C++ argv path specifier

In the interpreter for my programming languages I have to correctly handle the parts in case the import function is called. I then need to check if such a file is in the /libs folder (located at the same place as my executeable!) and if it doesn't exist I have to check in the directory of the current script.

Upvotes: 0

Views: 5526

Answers (6)

Alain Rist
Alain Rist

Reputation: 837

For Windows (non portable) use ::GetModuleFileName() and ::PathRemoveFileSpec():

TCHAR sPath[MAX_PATH] = {0};
if(::GetModuleFileName(NULL, sPath, MAX_PATH))
    ::PathRemoveFileSpec(sPath))
// sPath is the executable path if the module is an exe

Upvotes: 0

jweyrich
jweyrich

Reputation: 32260

Not optimal, but works fine:

int main(int argc, char **argv) {
    using namespace std;
    char buffer[MAXPATHLEN];
    realpath(argv[0], buffer);
    string fullpath = buffer;
    fullpath = string(fullpath, 0, fullpath.rfind("/"));
    cout << fullpath << endl;
}

For relative path I'm using realpath(), which is unix/linux specific. For windows you could use GetModuleFileName(NULL, buffer, MAXPATHLEN), and of course the separator isn't the same.

Upvotes: 0

frankc
frankc

Reputation: 11483

If your environment has the equivalent of PWD in the environment, you can just append /$argv[0] to it.

This might give you something you don't expect like /foo1/foo2/../foo3/ but that's ok. It's a valid path and can be globbed.

Upvotes: 1

R Samuel Klatchko
R Samuel Klatchko

Reputation: 76611

  1. There is no guaranteed way to do that.

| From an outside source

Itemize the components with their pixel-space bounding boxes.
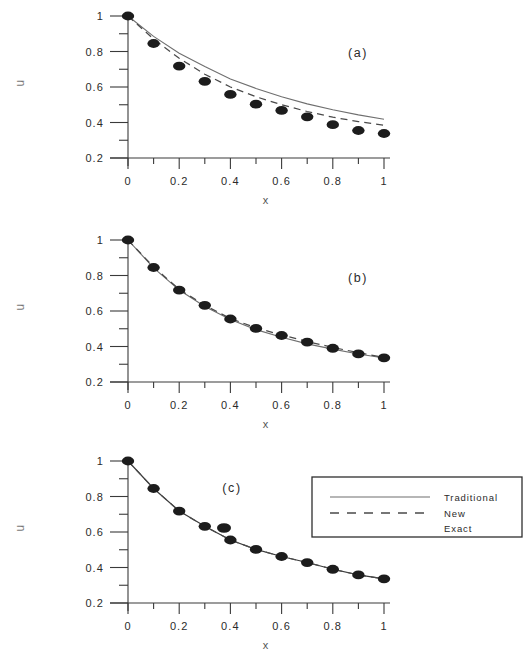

You can try looking in argv[0] but whether that has the full path or just the name of the binary depends on the platform and how your process was invoked.
  2. You can use strrchr to find the last slash and replace the character after it with '\0'

Code example:

// Duplicate the string so as not to trash the original
// You can skip this if you don't mind modifying the original data
// and the originald is writeable (i.e. no literal strings)
char *path = strdup(...);

char *last_slash = strrchr(path, '/');
if (last_slash)
{
#if PRESERVE_LAST_SLASH
    *(last_slash + 1) = '\0';
#else
    *last_slash = '\0';
#endif
}

Upvotes: 2

nategoose
nategoose

Reputation: 12392

A non-portable way on Linux (and maybe other *nix) would be to use readlink on /proc/self/exe if argv[0] doesn't contain the entire path.

Upvotes: 2

Judge Maygarden
Judge Maygarden

Reputation: 27613

Scan backwards from the end of a string for the first '/' character.